Listening is an activity. It's not passive. We are creating the world by listening all the time.

The desire to be right can be very destructive in relationships.

I often go into shops and ask them to turn the music down.

In a room full of 60 to 70 people which is open plan and absolutely quiet, it's very intimidating to make a phone call. And if you do so, you're upsetting about 15 to 20 people because they're put off by your phone call.

Not even a woman cannot understand two people talking at the same time.

A great deal of our work involves switching music off.

I think it's pretty pointless, my children learning to use a keyboard - we will just talk to our computers. Why would we not?

Sadly, piped music in so many public spaces is often just more noise. Rarely is it carefully designed to enhance our experience; much more likely it is there because retailers have subscribed to an incorrect view that music makes people spend more.

If you're listening consciously, you can take control of the sound around you. It's good for your health and for your productivity. If we all do that, we move to a state that I like to think will be sound living in the world.

Just three minutes a day of silence is a wonderful exercise to reset your ears and to recalibrate so that you can hear the quiet again. If you can't get absolute silence, go for quiet; that's absolutely fine.

It is a mistake to assume that everyone listens like you do: your listening is as unique as your fingerprints, and so is everyone else's.

There are just huge benefits to come from designing for the ears in our health care.

I would suggest that our listening is the main way that we experience the flow of time from past to future.

It would be some sort of shock horror story if a child left school unable to read or write. But we do not teach explicitly, or test in the main, either speaking or - much more importantly - listening.

Sound is complex; there are many countervailing influences. It can be a bit like a bowl of spaghetti: sometimes you just have to eat it and see what happens.

The Hindus say, 'Nada brahma,' one translation of which is, 'The world is sound.' And in a way, that's true, because everything is vibrating.

For the great speakers, it's all about the audience. And the feeling they have is that they're giving a gift, of maybe knowledge or inspiration or motivation.

My mother, in the last years of her life, became very negative, and it's hard to listen. I remember one day, I said to her, 'It's October 1 today,' and she said, 'I know, isn't it dreadful?' It's hard to listen when somebody's that negative.

We vote for politicians with lower voices, it's true, because we associate depth with power and with authority.

Intention is very important in sound, in listening. When I married my wife, I promised her I would listen to her every day as if for the first time. Now that's something I fall short of on a daily basis.

Let's define listening as making meaning from sound. It's a mental process, and it's a process of extraction. We use some pretty cool techniques to do this. One of them is pattern recognition.

Every individual's listening is as unique as his or her fingerprints because we all listen through filters that develop from our personal mix of culture, language, values, beliefs, attitudes, expectations and intentions. That is why one person's musical taste is another person's hideous noise.

Listening is a crucial aspect of democracy. Listening creates understanding, and understanding permits one of the most important things about every democracy, which is civilized disagreement.

It's a common mistake to speak the same to everybody. We all have different filters.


In the lines below, count those containing the word "Policy" and give the number alone.

Component data from apps and pages
--- START ---
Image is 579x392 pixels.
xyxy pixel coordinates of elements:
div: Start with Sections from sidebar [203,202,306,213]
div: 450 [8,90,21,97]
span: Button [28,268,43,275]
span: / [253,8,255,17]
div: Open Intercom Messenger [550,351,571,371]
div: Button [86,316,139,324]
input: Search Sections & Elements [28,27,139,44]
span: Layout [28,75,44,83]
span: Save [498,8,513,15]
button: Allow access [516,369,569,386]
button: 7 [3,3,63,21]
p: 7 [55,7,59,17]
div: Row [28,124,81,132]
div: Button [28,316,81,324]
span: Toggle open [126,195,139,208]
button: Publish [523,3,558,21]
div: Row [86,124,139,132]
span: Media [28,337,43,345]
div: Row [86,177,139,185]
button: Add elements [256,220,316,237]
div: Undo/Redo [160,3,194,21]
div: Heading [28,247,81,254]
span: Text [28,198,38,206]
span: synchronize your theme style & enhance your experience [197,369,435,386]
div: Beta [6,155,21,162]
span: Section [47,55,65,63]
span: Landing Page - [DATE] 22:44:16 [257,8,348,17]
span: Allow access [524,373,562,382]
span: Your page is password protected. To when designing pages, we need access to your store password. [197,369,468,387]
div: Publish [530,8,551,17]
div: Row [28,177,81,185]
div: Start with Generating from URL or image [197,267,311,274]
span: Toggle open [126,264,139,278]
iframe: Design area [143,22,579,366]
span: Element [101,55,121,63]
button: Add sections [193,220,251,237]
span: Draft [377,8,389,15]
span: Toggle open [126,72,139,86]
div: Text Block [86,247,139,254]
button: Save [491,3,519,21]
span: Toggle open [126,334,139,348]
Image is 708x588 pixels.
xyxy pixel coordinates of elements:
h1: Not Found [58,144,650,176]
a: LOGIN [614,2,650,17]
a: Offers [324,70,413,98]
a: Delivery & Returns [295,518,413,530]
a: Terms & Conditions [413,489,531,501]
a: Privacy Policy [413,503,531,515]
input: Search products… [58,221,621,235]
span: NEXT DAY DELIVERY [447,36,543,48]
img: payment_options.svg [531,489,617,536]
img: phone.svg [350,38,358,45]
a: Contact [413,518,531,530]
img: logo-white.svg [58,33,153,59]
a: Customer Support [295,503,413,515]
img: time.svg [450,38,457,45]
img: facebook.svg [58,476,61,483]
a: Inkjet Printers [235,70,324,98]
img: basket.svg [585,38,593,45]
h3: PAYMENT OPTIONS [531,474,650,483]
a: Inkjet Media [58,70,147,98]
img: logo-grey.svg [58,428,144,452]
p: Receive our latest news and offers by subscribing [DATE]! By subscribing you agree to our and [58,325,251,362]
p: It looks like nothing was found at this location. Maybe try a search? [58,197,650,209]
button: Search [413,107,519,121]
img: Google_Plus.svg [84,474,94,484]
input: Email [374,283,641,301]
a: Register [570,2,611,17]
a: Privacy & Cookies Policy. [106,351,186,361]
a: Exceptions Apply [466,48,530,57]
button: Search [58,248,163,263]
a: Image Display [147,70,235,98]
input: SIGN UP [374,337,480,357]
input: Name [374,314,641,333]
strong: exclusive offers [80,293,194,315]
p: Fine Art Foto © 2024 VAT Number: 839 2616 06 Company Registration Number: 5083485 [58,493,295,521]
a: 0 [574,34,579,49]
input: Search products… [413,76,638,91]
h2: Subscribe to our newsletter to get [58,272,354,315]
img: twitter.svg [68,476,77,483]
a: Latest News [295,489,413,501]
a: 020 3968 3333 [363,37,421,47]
--- END ---
--- START ---
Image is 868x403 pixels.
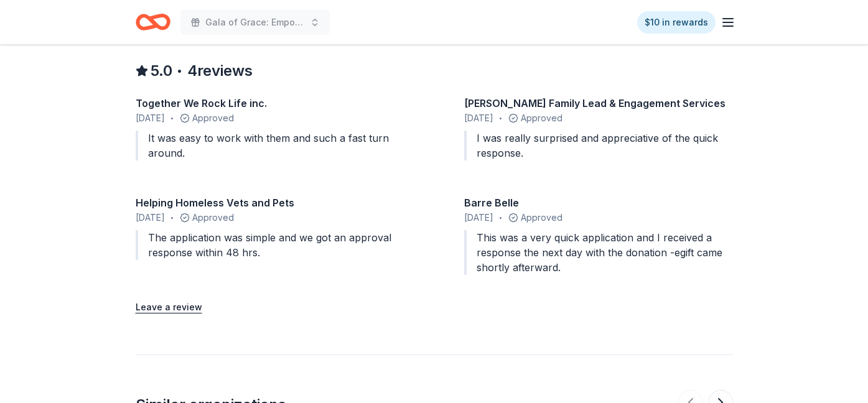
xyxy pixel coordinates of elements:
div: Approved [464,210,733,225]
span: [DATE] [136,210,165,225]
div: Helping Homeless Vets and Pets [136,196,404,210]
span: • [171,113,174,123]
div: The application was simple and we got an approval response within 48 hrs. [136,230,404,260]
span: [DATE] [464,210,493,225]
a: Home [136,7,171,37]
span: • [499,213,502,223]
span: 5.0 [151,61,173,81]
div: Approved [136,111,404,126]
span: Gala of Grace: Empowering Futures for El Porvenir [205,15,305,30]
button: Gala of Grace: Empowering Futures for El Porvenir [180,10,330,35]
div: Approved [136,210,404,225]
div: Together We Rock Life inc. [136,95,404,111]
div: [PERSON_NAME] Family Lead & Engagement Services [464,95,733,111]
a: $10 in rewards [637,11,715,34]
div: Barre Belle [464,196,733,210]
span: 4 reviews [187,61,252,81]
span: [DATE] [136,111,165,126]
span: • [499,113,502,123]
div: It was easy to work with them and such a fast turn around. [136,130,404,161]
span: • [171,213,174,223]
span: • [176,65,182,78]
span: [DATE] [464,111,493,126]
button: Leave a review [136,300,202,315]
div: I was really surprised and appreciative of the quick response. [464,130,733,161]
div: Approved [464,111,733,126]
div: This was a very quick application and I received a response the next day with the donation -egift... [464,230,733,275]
--- END ---
Response to this task
2